We just lived through the hottest summer on record, according to NASA

Impact

We just lived through the hottest August on record, in the hottest summer on record, during the hottest 11 months on record, according to a report released Monday by NASA. 

NASA has been analyzing global temperatures going all the way back to 1880 — when global temperatures first began being comprehensively recorded — which means this is the hottest its been in at least 136 years.

Scientists at the agency's Goddard Institute for Space Studies explained in the report that while July is ordinarily the hottest month of the year, August tied it this year.

In addition to being tied for the hottest month on record, August was 1.76 degrees Fahrenheit warmer than the month's average temperature between 1951 and 1980, GISS' base period to which subsequent data is compared.

While the increases in temperature may seem incremental, the cumulative effect can be devastating. 

NASA GISS

"Monthly rankings, which vary by only a few hundredths of a degree, are inherently fragile," Gavin Schmidt, director of GISS, said in the report. "We stress that the long-term trends are the most important for understanding the ongoing changes that are affecting our planet."

For example, as global temperatures rise, temperatures in the Arctic are rising even faster. As the earth becomes warmer, ice in the Arctic melts. The ice, however, crucially reflects energy from the sun back into space, and when it melts, the water and rocks that take its place absorb more of the sun's energy — making temperatures even hotter in the region. 

In an interview with the New York Times published Thursday, President Barack Obama called the situation "terrifying."

"What makes climate change difficult is that it is not an instantaneous catastrophic event," Obama told the Times. "It's a slow-moving issue that, on a day-to-day basis, people don't experience and don't see."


# [EXERCISE OBJECTIVE]
Search the records for the string "Image" and report how many lines contain it, with nothing else.

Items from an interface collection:
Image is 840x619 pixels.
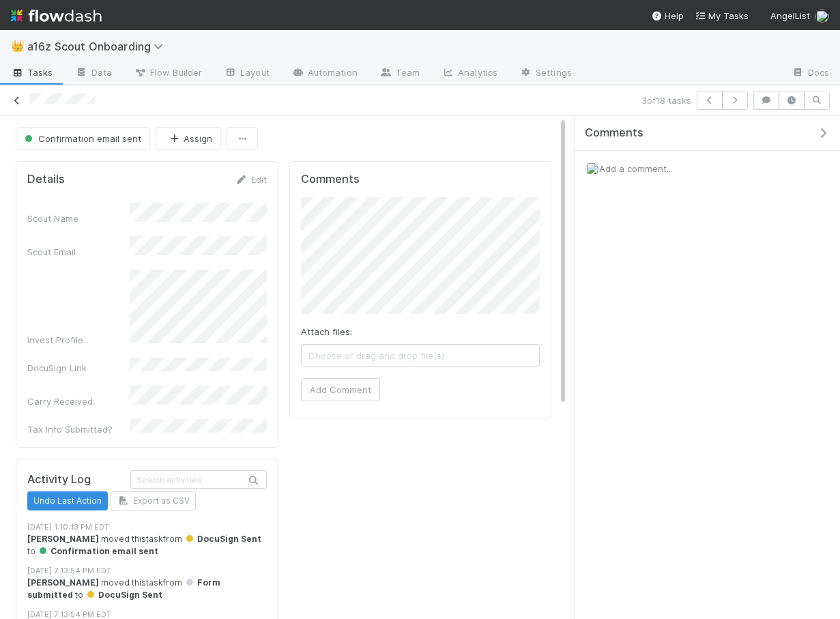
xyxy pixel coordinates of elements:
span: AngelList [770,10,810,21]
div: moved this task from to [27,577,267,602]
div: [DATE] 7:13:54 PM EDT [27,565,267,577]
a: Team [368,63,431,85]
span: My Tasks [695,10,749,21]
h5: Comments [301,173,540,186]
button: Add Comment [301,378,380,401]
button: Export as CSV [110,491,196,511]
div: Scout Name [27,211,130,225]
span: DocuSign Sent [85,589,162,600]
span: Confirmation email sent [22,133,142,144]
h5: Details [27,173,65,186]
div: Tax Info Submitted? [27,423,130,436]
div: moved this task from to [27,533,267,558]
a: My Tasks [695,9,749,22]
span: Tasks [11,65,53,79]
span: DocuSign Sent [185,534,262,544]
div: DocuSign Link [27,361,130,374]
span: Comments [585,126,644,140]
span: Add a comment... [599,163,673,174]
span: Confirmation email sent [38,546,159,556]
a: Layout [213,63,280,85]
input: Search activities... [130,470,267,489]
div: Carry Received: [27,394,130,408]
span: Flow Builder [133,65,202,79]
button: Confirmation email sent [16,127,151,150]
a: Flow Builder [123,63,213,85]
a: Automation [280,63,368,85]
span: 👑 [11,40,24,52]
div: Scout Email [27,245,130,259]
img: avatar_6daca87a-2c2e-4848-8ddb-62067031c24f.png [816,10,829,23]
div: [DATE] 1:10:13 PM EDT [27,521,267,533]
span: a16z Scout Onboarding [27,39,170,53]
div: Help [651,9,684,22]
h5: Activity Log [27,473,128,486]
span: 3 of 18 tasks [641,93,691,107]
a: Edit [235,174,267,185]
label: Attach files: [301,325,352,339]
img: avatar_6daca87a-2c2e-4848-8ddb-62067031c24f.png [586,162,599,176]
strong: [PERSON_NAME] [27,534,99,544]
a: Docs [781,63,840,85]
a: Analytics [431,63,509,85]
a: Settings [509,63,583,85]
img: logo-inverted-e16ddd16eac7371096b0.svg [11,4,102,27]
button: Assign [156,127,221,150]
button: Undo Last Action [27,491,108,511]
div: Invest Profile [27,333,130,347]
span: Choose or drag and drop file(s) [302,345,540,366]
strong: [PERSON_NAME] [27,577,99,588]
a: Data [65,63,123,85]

==

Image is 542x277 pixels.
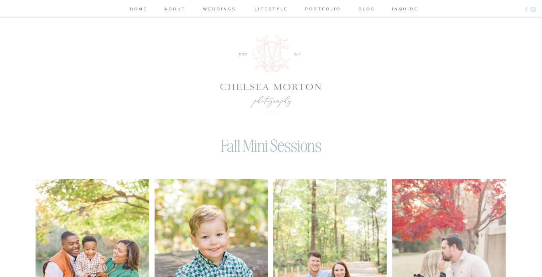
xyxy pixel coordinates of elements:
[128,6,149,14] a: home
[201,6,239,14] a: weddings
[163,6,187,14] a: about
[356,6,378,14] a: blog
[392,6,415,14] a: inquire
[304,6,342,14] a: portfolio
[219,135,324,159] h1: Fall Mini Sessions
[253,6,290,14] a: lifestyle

# [WRITTEN ANSWER]
2